In this collection, Dos Passos mixes poetry and prose, intermingling eating and drinking with laughter and conversation. He was in many ways the voice of a generation, depicting the troubles, tragedies, and joys of existence in the early 20th century.
Dos Passos sees many of the countries of the world, but he also writes about the writers. Besides discussions of politics and revolutions, Dos Passos hears how people from around the world view America and its writers. One man says of American writing: "It is nothing... I have read Upton Sinclair. It has no soul. The soul of America is in the industrial technique."
Journeys in Spain with Rosinante
The tale of Don Quixote and his stead Rosinante is ever in the background of Rosinante to the Road Again (1922), a collection of essays on Spanish life, literature, and art. The vignettes detail the quest of two travelers as they set out from Madrid to Toledo in post-World War I Spain.
The land takes on an almost magical quality as he makes his way along the road. "The moon has begun to lose foothold," Dos Passos writes. "We are hurtling along the road at the top of a cliff; below the sea full of unexpected glitters, lace-edged, swishing like the silk dress of a dancer." Hear the music; smell the "rich wet fields," jasmine, heliotrope, and dry thyme; and see the unbelievable, in the "scattered pictures of Spain."
Dos Passos writes, "the memory came to me of the knight of the sorrowful countenance, Don Quixote, blundering trying to remould the world, pitifully sure of the power of his own ideal." Perhaps all an individual can hope for in life is to blunder along some road, alone, with a lance and helmet in an attempt to right wrongs or at least philosophize about it all.
Orient Express is a collection of Dos Passos essays about his travels to Constantinople, to Batum, and then through Georgia, Armenia, and Azerbaijan. He found himself on a train, destroyer, steamer, and beyond. At one railway station, he wrote in his journal, corpses were stacked like cordwood behind the store.
Dos Passos sees the children as "tiny wide-eyed skeletons with hideous swollen bellies," as they await the season of their deaths. Even amidst the horror of starvation and death, Dos Passos discovers a freedom in having "no watch and no money," feeling "no responsibility for events."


**What you have to do**
Scan the lines below and report each one containing "image" by copying it.

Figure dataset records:
════════════════

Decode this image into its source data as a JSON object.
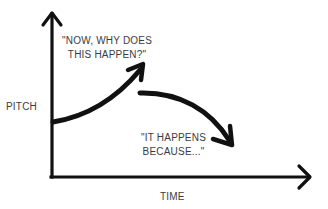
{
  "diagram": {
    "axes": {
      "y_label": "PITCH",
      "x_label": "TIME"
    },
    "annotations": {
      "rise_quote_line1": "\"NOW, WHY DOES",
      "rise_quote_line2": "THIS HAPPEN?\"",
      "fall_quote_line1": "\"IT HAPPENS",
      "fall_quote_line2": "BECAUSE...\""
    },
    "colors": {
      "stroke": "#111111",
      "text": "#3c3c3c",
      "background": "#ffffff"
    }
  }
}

════════════════

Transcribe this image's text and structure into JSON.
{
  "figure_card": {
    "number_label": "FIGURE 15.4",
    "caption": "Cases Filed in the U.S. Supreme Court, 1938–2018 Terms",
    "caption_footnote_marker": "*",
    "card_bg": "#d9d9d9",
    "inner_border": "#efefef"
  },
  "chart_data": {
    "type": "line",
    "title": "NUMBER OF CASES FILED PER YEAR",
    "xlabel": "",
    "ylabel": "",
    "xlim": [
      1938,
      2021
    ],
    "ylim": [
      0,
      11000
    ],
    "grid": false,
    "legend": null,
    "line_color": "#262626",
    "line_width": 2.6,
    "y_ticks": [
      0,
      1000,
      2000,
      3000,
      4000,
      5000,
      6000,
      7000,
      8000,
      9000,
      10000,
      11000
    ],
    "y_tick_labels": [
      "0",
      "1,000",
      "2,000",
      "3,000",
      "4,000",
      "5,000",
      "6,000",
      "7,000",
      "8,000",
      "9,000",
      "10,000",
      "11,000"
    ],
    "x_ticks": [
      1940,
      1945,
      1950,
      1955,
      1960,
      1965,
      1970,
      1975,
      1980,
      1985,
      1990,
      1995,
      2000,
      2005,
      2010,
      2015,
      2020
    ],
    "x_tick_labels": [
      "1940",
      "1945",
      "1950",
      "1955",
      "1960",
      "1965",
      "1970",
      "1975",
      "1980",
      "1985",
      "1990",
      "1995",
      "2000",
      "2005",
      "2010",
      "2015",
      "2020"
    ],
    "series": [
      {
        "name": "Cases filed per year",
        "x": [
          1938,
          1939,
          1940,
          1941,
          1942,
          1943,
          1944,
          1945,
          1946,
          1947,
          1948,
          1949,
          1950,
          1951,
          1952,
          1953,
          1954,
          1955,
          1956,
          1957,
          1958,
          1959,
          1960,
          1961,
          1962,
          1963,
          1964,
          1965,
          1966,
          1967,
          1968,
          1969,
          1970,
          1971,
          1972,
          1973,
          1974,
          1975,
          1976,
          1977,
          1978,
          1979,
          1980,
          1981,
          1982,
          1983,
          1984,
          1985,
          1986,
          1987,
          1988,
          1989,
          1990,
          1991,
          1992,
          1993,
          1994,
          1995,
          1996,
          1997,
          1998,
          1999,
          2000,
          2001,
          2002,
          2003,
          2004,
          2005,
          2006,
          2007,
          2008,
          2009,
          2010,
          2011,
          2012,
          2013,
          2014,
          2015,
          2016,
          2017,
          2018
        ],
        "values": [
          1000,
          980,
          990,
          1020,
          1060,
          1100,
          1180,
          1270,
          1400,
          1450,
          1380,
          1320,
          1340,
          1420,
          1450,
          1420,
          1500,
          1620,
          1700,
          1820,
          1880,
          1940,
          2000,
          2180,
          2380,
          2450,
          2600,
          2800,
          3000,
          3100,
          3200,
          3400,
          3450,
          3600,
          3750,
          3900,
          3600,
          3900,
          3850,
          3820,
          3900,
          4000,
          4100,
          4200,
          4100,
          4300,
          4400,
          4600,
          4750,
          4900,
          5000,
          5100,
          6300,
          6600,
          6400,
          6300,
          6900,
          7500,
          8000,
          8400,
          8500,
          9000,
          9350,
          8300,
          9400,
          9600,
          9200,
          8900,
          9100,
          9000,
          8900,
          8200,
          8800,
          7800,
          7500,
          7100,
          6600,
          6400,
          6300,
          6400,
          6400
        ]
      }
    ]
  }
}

════════════════

**Answer below**
Decode this image into its source data as a JSON object.
Transcribe this image's text and structure into JSON.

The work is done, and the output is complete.